The most eye-opening was the collapse in EUR by nearly 200pts.

This move may have been assisted (but was certainly not driven) by better-than-expected US inflation data.  

In fact, there was little reason for the crack lower, even if the US CPI result did provide a little rhyme. EUR’s tumble began well before that data saw the light of day. Even if we’d know the results beforehand, we would not have picked it to have such an impact.

The market looks to have simply choked on some chunky selling, and the reduced appetite within the industry to hold risk has exacerbated the move.

As a result, the Bloomberg Dollar Spot Index is up 0.9%, a significant daily move that has recovered all of its losses since Fed Chair Yellen’s testimony mid-week. EUR’s leadership dragged the usual European suspects lower, too. Every G10 currency is weaker against the USD.

On the data itself, we understand that news media might work itself into a lather about the fact that headline inflation slipped below 0% on an annual basis for the first time since 2009. But that was almost entirely driven by the 18.7% m/m fall in gas prices. Core inflation surprised on the upside, which will be heartening for a Fed looking to raise rates.

US durable goods orders were also stronger than expected, but that was tempered by downward revisions to previous data. Additionally, the business investment indicators were softer than expected. As a whole, not a set of data to spark huge interest in the USD.

NZD sits atop the G10 leader-board, supported by a solid set of local data released yesterday.

Firstly, Fonterra maintained its payout forecast at $4.70kg/MS. Two months ago, a downgrade looked near inevitable.

Secondly, both the trade balance and net migration punched in higher than expected. These add to the recent beat of positive domestic data.

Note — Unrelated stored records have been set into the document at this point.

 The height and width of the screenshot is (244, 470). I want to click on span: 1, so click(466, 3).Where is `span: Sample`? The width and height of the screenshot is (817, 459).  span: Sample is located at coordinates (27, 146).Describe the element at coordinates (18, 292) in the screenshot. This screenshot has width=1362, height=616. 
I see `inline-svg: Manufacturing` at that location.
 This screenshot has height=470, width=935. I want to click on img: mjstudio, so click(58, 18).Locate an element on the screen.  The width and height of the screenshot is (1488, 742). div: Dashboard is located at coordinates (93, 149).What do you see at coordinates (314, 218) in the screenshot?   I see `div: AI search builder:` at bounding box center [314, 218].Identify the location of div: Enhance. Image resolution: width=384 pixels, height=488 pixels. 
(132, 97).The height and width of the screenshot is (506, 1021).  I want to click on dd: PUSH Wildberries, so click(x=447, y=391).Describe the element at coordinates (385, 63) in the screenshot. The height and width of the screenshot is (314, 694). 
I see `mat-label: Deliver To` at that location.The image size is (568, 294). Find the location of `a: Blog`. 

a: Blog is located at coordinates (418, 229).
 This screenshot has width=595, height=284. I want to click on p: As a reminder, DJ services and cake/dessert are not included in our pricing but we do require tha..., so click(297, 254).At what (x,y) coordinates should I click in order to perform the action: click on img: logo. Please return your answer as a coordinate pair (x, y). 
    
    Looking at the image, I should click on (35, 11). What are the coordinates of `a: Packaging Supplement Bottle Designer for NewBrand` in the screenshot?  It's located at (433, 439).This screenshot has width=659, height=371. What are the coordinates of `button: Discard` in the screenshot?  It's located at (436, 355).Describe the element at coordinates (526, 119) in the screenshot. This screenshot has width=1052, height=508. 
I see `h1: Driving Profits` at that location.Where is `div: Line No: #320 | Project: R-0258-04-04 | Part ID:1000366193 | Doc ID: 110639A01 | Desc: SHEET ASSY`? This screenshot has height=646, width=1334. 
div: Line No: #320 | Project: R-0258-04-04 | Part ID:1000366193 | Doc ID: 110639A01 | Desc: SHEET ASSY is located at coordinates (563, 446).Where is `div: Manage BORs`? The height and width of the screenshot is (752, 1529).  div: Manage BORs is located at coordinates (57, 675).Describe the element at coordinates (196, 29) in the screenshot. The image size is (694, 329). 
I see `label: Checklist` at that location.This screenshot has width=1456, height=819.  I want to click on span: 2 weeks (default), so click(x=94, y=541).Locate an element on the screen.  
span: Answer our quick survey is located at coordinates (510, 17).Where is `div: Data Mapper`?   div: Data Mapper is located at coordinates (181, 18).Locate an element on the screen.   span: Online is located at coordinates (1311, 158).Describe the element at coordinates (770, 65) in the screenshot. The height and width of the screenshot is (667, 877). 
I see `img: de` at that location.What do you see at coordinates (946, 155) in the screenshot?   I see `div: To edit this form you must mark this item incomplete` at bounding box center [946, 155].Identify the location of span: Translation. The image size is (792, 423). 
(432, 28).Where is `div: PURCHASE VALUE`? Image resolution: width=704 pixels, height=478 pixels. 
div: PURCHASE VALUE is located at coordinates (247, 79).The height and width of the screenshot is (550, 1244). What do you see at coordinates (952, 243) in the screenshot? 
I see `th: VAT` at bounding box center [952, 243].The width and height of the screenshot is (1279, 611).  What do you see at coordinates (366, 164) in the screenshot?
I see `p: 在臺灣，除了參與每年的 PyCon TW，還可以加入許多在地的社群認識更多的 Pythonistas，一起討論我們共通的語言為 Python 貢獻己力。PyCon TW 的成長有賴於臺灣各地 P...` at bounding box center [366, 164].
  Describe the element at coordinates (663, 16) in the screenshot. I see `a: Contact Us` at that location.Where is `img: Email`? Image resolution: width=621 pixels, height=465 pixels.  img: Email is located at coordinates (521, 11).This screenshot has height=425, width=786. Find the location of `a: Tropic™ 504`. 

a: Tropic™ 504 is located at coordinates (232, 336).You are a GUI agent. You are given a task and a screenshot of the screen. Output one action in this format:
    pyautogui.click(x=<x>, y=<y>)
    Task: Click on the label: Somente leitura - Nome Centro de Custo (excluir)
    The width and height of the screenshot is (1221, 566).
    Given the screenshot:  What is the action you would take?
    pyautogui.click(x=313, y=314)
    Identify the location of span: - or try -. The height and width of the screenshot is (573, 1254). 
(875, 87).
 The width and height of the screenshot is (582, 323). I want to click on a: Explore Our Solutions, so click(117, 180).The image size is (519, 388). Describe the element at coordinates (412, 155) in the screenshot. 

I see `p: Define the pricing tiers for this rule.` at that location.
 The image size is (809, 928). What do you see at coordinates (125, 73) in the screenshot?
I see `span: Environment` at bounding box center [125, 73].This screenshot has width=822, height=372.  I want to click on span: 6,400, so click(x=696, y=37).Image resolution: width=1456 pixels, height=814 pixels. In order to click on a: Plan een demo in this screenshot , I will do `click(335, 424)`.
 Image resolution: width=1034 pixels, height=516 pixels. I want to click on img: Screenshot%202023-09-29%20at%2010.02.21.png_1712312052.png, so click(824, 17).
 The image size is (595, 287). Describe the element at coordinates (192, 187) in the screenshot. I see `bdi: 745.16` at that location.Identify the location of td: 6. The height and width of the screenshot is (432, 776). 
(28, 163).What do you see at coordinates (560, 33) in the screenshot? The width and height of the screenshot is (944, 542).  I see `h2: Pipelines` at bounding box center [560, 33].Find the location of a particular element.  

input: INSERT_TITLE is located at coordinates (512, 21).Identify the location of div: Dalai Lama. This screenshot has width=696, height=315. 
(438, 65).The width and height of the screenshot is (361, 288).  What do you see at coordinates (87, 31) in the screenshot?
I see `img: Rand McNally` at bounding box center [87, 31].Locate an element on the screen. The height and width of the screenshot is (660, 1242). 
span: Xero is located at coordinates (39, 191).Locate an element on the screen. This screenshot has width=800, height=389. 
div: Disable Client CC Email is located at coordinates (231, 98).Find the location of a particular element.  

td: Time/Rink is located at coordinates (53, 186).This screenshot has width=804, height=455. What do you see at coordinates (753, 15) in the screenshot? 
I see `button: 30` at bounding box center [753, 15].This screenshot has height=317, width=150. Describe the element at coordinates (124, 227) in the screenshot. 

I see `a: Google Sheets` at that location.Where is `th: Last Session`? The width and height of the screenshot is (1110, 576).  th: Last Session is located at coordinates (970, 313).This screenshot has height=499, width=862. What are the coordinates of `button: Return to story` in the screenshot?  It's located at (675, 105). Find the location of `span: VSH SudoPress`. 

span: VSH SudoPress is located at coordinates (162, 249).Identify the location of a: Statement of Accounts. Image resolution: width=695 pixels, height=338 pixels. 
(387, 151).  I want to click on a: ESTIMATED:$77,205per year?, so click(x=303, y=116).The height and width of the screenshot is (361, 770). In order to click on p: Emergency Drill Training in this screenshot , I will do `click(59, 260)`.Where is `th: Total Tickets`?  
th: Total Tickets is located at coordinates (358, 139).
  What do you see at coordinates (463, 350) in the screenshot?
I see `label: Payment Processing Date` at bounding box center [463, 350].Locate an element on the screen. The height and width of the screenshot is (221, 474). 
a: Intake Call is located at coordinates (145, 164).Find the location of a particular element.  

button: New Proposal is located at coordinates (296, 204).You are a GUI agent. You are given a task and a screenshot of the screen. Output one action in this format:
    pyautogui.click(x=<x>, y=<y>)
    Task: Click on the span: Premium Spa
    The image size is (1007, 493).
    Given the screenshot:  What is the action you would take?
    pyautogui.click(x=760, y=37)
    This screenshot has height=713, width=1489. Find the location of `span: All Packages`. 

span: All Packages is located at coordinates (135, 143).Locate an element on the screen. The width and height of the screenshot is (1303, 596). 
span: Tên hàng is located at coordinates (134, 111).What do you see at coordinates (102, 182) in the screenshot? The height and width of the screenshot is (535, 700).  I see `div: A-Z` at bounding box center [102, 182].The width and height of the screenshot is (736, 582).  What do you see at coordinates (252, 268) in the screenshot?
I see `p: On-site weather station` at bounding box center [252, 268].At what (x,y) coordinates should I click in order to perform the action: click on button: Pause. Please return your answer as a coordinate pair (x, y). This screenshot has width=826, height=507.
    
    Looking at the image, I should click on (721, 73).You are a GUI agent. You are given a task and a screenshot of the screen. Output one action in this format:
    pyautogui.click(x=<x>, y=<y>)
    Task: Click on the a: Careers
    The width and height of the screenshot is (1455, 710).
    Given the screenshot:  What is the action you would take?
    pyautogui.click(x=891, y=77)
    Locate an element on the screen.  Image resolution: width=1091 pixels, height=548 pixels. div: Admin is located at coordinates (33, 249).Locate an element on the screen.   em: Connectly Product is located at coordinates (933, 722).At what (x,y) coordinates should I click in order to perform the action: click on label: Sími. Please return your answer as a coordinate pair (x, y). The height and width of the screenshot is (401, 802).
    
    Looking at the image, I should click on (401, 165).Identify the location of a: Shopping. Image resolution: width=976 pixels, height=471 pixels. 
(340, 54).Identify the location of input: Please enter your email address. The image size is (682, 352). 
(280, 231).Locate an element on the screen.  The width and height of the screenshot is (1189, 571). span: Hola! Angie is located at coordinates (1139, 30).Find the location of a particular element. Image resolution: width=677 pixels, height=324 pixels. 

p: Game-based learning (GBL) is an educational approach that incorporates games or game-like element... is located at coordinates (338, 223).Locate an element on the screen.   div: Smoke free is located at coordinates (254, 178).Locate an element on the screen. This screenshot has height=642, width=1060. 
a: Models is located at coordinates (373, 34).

Early in the session, when the USD was still on the back foot, these results helped NZD/USD push above 0.7600. It even briefly traded through the critical 0.7610 level. That level remains key. By the time we walked in the door this morning, it was back at 0.7550, else we would have entered the short position near 0.7600 that we’ve long discussed. Even with NZD’s outperformance of late, we still think that USD strength over coming months will see us heading back toward 0.70.

Today, there’s plenty on the calendar, but the key really will be the second reading of US Q4 GDP, which is expected to be revised lower from 2.6% annualised to 2.0%. The USD rally overnight needs affirmation. If the data disappoints materially, the reversal could well be painful.